Garbage in the water: How old landfills are harming Inuit communities' marine food chains
'We have a real problem with our dump. It's pretty well full and it's getting worse'
The landfill in Rankin Inlet is overfull, but the hamlet can't open a new one until it can pay to decommission the old one, says Mayor Harry Towtongie.
Permafrost means waste can't be buried, but the landfill is too close to town and to the airstrip to safely burn garbage, and there is no building for sorting, he says.
"We have a real problem with our dump," says Towtongie. "It's pretty well full and it's getting worse every year."
But without support to build better infrastructure, he says, it's a problem that keeps getting pushed.
For the community, this means household waste is getting in the water and introducing toxins into the food people rely on.
"It's a real environmental disaster up there. What happens is the plastics blow into the water and we can see plastic like 25 miles from town down winds. It's even dangerous for boaters," he says.
Inuit communities need better landfills, report
A new environmental report says the same is true for communities across Canada's Inuit regions, where landfills are built close to the ocean.
In the report titled, Towards a Waste-Free Arctic, the environmental non-profit Oceans North says per capita, the 52 communities across Inuit Nunangat have the same amount of waste to manage as in the South, but infrastructure is inadequate.
Researcher Susanna Fuller says, that's Canada's job to fix.
"The onus is on the federal government. It has international commitments on waste reduction, but has not created the pathway to do that in the Arctic," she told CBC News.
Most communities have no way to separate and manage different kinds of waste, and many rely on open-air burning to get rid of garbage, the report says. There are also limited options for managing hazardous waste, and infrastructure isn't always designed to keep workers safe.
"It comes down to a commitment to reconcile with the environment and with people in the North, where people are so reliant on the natural environment," she said. "If waste is entering into the marine environment and across the land, then we haven't actually dealt with one of the threats," said Fuller.
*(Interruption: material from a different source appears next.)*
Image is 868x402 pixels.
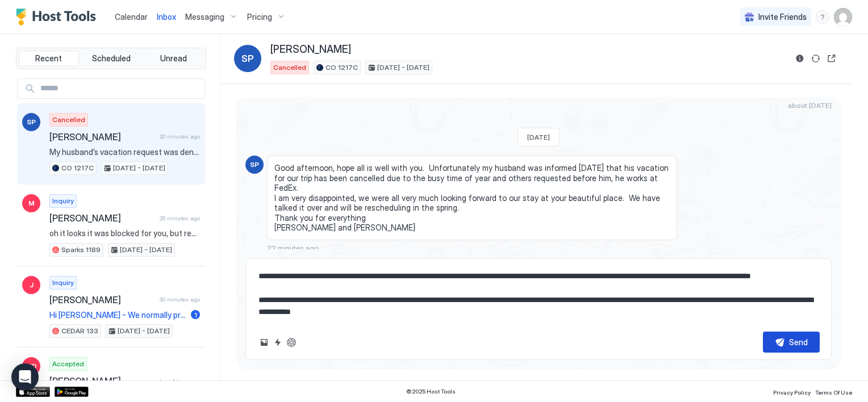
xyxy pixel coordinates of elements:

She said communities need support to build better infrastructure and keep their food supply from being damaged.
"The other thing is making sure that country food stays uncontaminated by plastic, and that those animals stay healthy so that people can eat from the land rather than always from the grocery store," she said.
Managing waste is part of reconciliation, says ITK
Inuit Tapiriit Kanatami President Natan Obed writes a forward to the report, in which he says landfills and wastewater lagoons are not set up to safely handle the toxins they hold, and now climate change and coastal erosion are making things worse.
For example, in Iqaluit, the current landfill (which is waiting to be decommissioned), is around 240 metres from the ocean. In Tuktoyaktuk, N.W.T., in the Inuvialuit Settlement Region, the landfill is around 260 metres from water. In Nain, Nunatsiavut, in Newfoundland and Labrador, the landfill is only 70 metres from water.
"We currently have little to no direct decision-making involvement in the recycling, reduction or diversion of the paper, cardboard, plastics, hazardous materials and e-waste filling our landfills, threatening our freshwater supplies and locally harvested foods, and directly affecting our local air quality," Obed says.
He says supporting waste management is part of reconciliation with Inuit.
Communities are already taking action, says Obed. Solar panels have gone up in the Inuvialuit Settlement Region, there's a plastic bag ban in Nain, and a men's group in Inukjuak in northern Quebec is salvaging and repairing equipment.
In Nunavut, Arviat has a sustainable harvesting program for youth, and Cambridge Bay is looking to convert household waste into heat.
In Rankin Inlet, Towtongie says the community works with the mining company Agnico Eagle to send hazardous waste south each summer on the sealift, like what is done with old batteries, propane tanks and used oil.
The report says switching from liquid laundry detergent in large and heavy plastic containers to easily-shipped laundry strips that are stored in cardboard could save households hundreds of dollars each year.
But these efforts are just a start, and change still needs to come from the political level as well, says the report.
"For decades, colonial government policies have encouraged the growth of static, southern-style communities while failing to create or fund the infrastructure necessary to support them," it says. "An undue burden should not be placed on Inuit communities and ... achieving a waste-free Arctic will require national and international co-operation."